US seeks to stoke Beijing’s ‘fundamental insecurity’ about regime stability

Ruling authorities in Beijing have a growing sense of “fundamental insecurity” about the popularity of the Chinese Communist Party, according to an assessment from President Trump’s administration.

“In Chinese Communist Party rhetoric, we see increasing expression of the fundamental insecurity that the CCP has about its legitimacy with its own citizens,” a senior administration official told reporters Friday.

Trump’s team regards that putative sense of fragility as “one metric” that the administration’s confrontational approach to China in recent years is paying dividends, the official added. The assessment provides a glimpse of the overall U.S. strategy toward China, suggesting that American officials hope to stoke a domestic political backlash against the mainland Chinese government — an idea sure to touch a nerve in Beijing, where Chinese General Secretary Xi Jinping is determined to restrain domestic criticism and maintain party unity.

“Chinese people would never agree to any people and forces who try to distort the history of the Chinese Community Party, vilify the nature and purpose of the Communist Party,” Xi said Thursday to mark the 75th anniversary of the Second World War. “Chinese people would never agree to any people and forces … who try to impose their wills on China, change the course of China’s marching towards, and obstruct the hard work by Chinese people to create a better life.”

Secretary of State Mike Pompeo and other American officials have intensified their criticisms of the Chinese Communist Party in the months since the coronavirus emerged in Wuhan and spread around the globe. Pompeo has emphasized ever since the pandemic reached crisis proportions in the United States that “the Chinese Communist Party had a responsibility” to share information that might have saved not only lives in America but “their own people as well.”

That perception has taken root in other Western countries too in the months since the novel coronavirus turned into an international crisis. “Health used to be a very good way for us all to work with China; that now needs some reevaluation,” a senior European diplomat said during a recent interview. “It needs revaluation because the main point about China and COVID was that it was, first of all, an issue about the authority of the Communist Party, then it was an issue about China’s international reputation and standing, and only thirdly, if that, was it an issue about the health of ordinary Chinese people.”

That failure exemplifies a broader trend that drives the intensifying rivalry between Washington and Beijing, according to Trump’s administration. “The nature of their regime … it’s very much about advancing the interests of the Chinese Communist Party, above the interests of the Chinese people or the Chinese state,” the senior administration official said. “So, sometimes, cooperation is hard to come by.”

Xi’s speech was intended not only for his domestic audience but also to rebut such American attacks, according to a senior Chinese diplomat.

“The CPC started with only dozens of members, and today, it has grown into a major party, with 92 million members, and has long been the ruling party in the world’s most populous country,” Chinese Foreign Ministry spokeswoman Hua Chunying told reporters Friday. “The reason for it is that the CPC represents the fundamental interests of the greatest possible majority of the Chinese people, serves the people wholeheartedly, and keeps being a party by the people and for the people.”

Trump’s advisers regard such protestations as a sign of political weakness that reflects the effectiveness of the tariffs and sanctions that have been a hallmark of the administration’s posture toward Beijing in recent years. “That, certainly, I think, would be one metric,” the senior administration official said of the Chinese Communist rhetoric. “It’s an interesting point, in any case.”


#### EXERCISE INSTRUCTIONS:
Restate the data below word for word, and let no image into your version.
━━━━━ EXCERPTED RECORDS ━━━━━
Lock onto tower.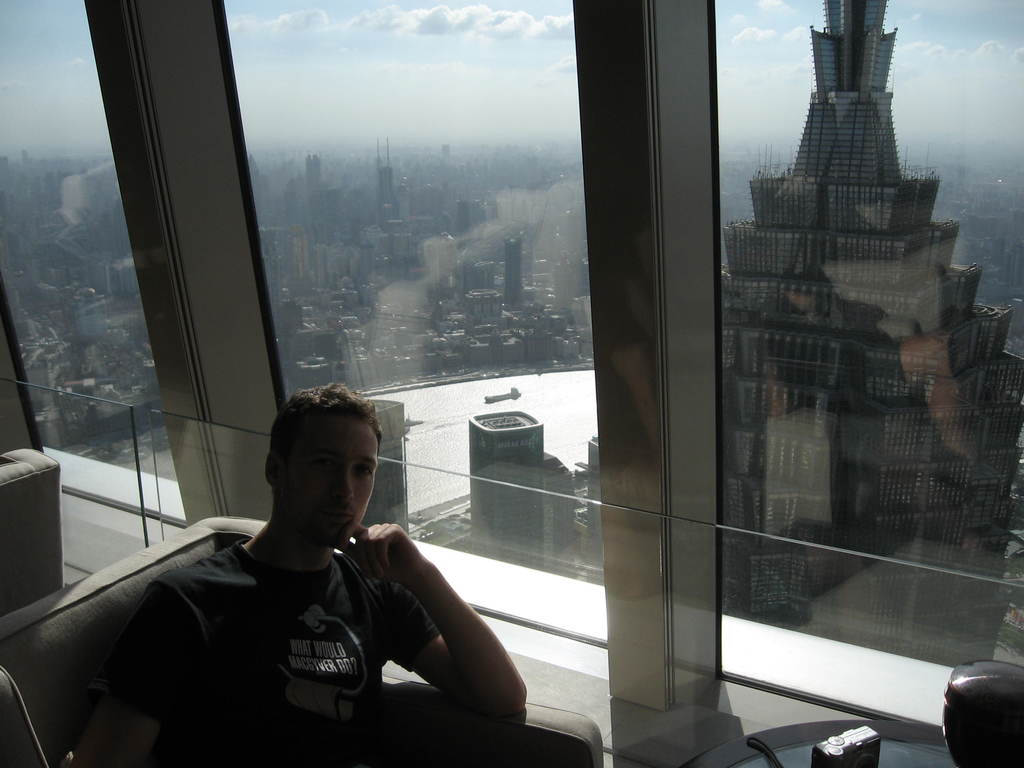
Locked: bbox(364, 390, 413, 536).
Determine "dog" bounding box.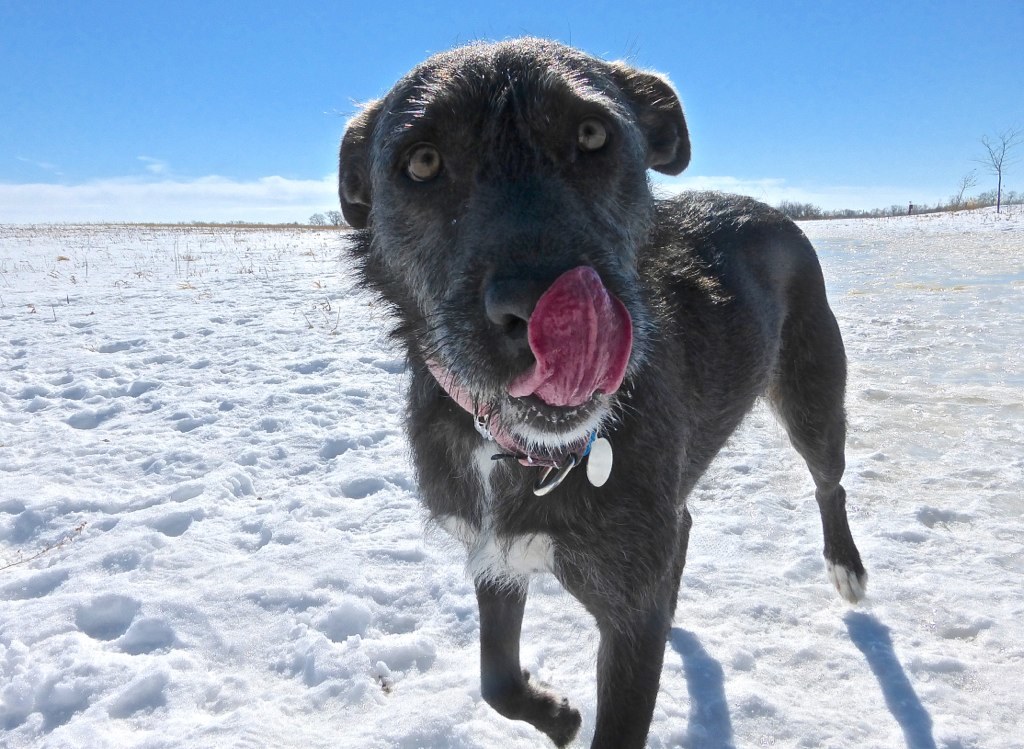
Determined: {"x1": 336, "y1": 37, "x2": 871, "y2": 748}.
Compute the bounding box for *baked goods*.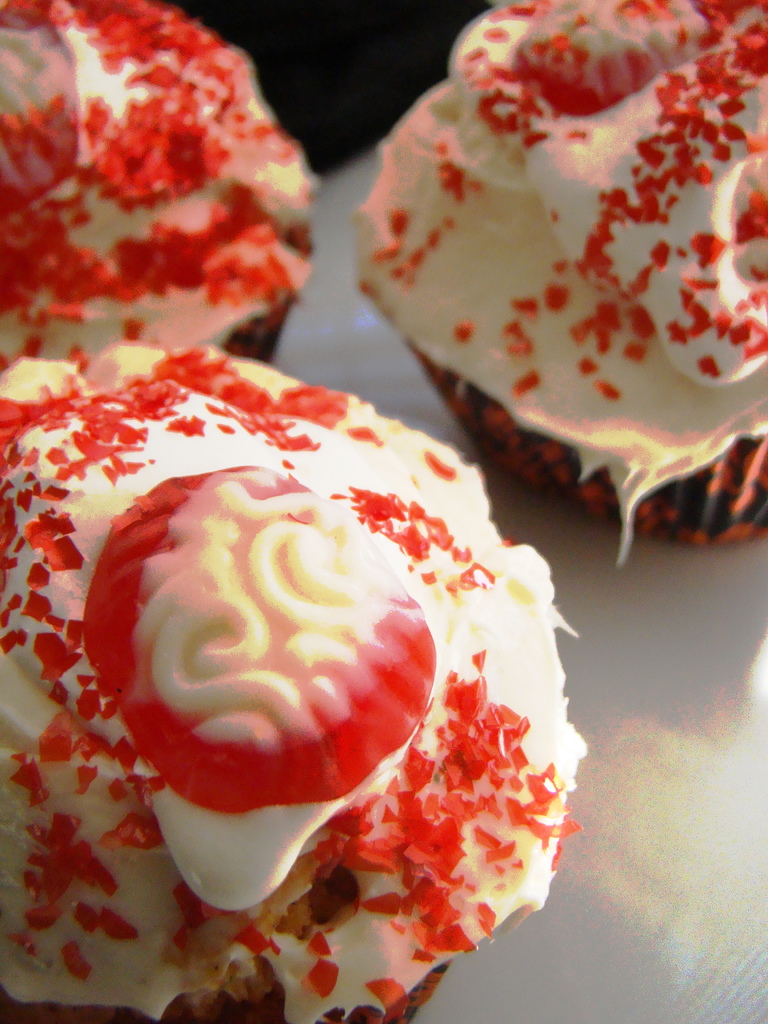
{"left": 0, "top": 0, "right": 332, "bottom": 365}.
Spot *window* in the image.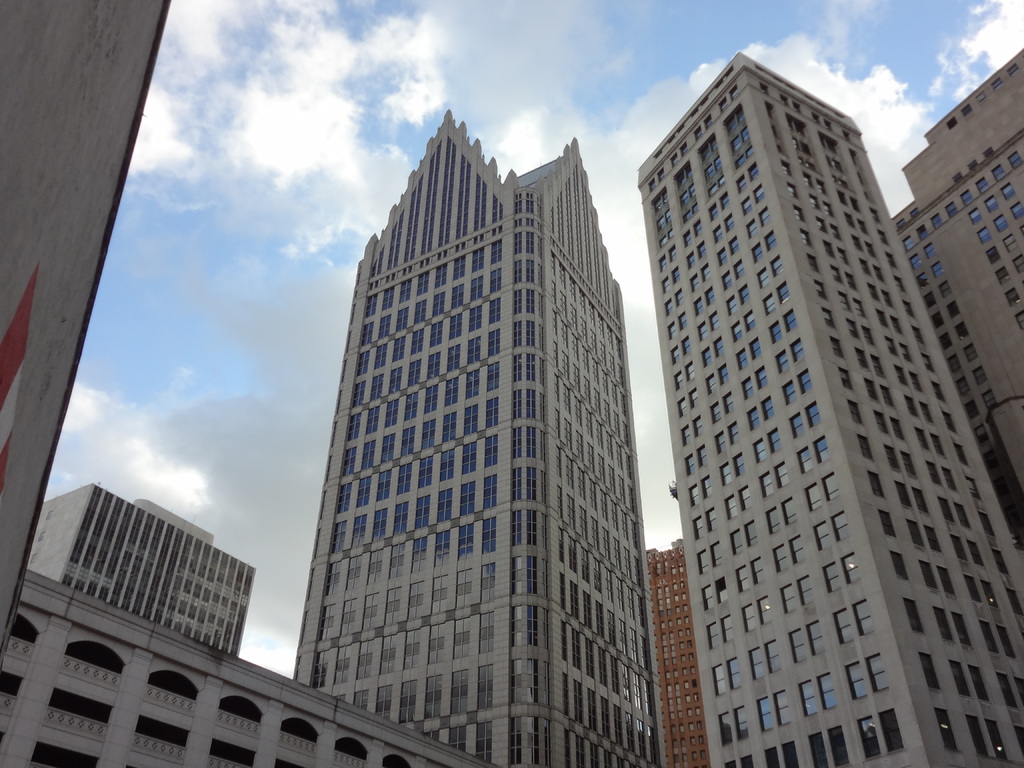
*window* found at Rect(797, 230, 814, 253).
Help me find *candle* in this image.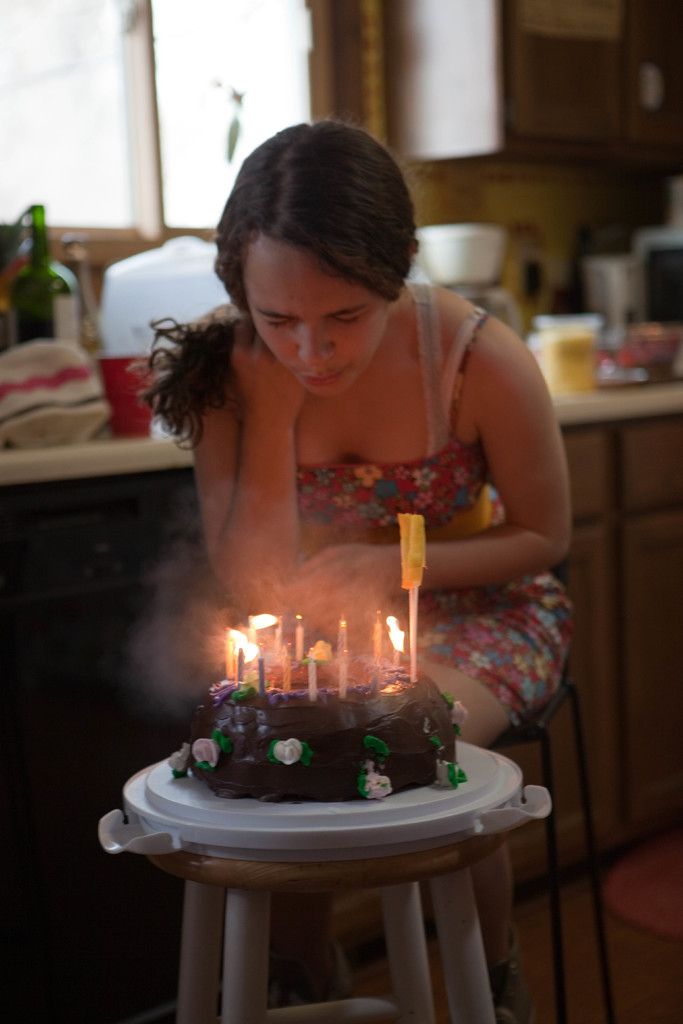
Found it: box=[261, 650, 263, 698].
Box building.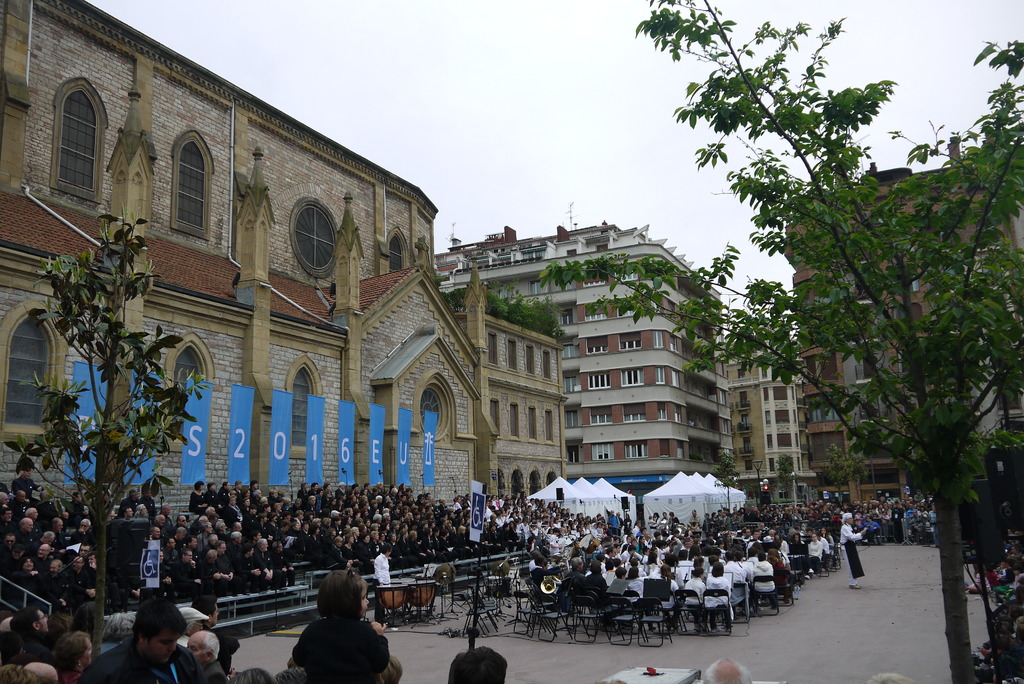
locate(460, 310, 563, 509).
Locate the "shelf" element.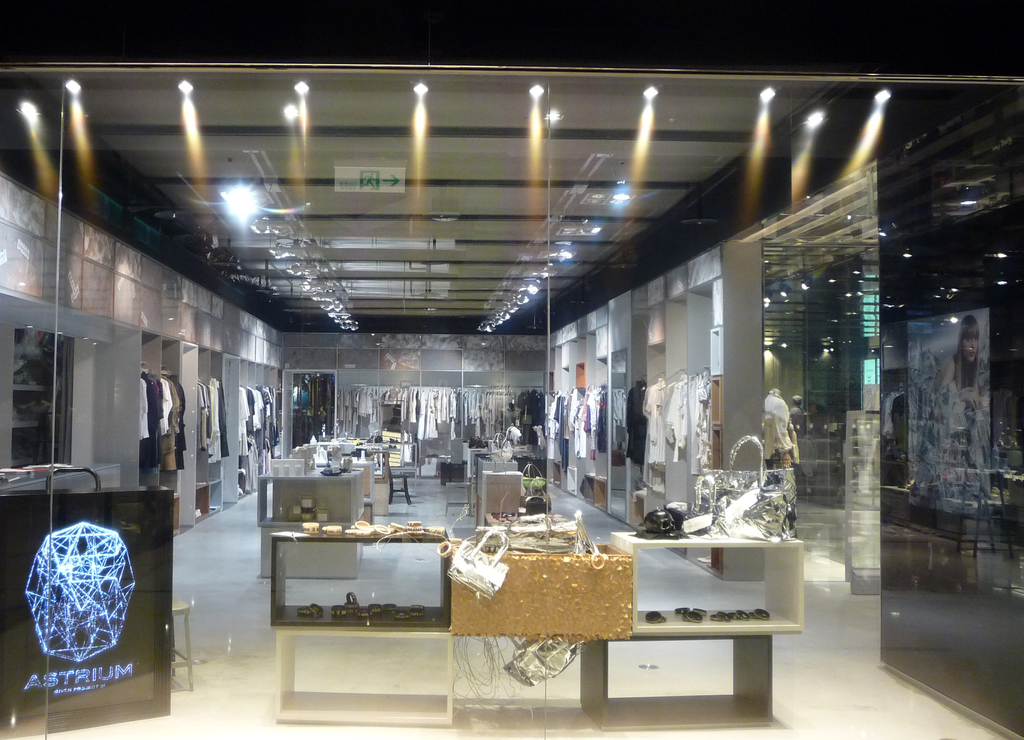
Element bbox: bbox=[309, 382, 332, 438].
━━━━━
#### EXERCISE OUTPUT:
Lock onto tower.
Locked: bbox(364, 390, 413, 536).
Determine "dog" bounding box.
Determined: {"x1": 336, "y1": 37, "x2": 871, "y2": 748}.
Compute the bounding box for *baked goods*.
{"left": 0, "top": 0, "right": 332, "bottom": 365}.
Spot *window* in the image.
*window* found at Rect(797, 230, 814, 253).
Help me find *candle* in this image.
Found it: box=[261, 650, 263, 698].
Box building.
locate(460, 310, 563, 509).
Locate the "shelf" element.
Element bbox: bbox=[309, 382, 332, 438].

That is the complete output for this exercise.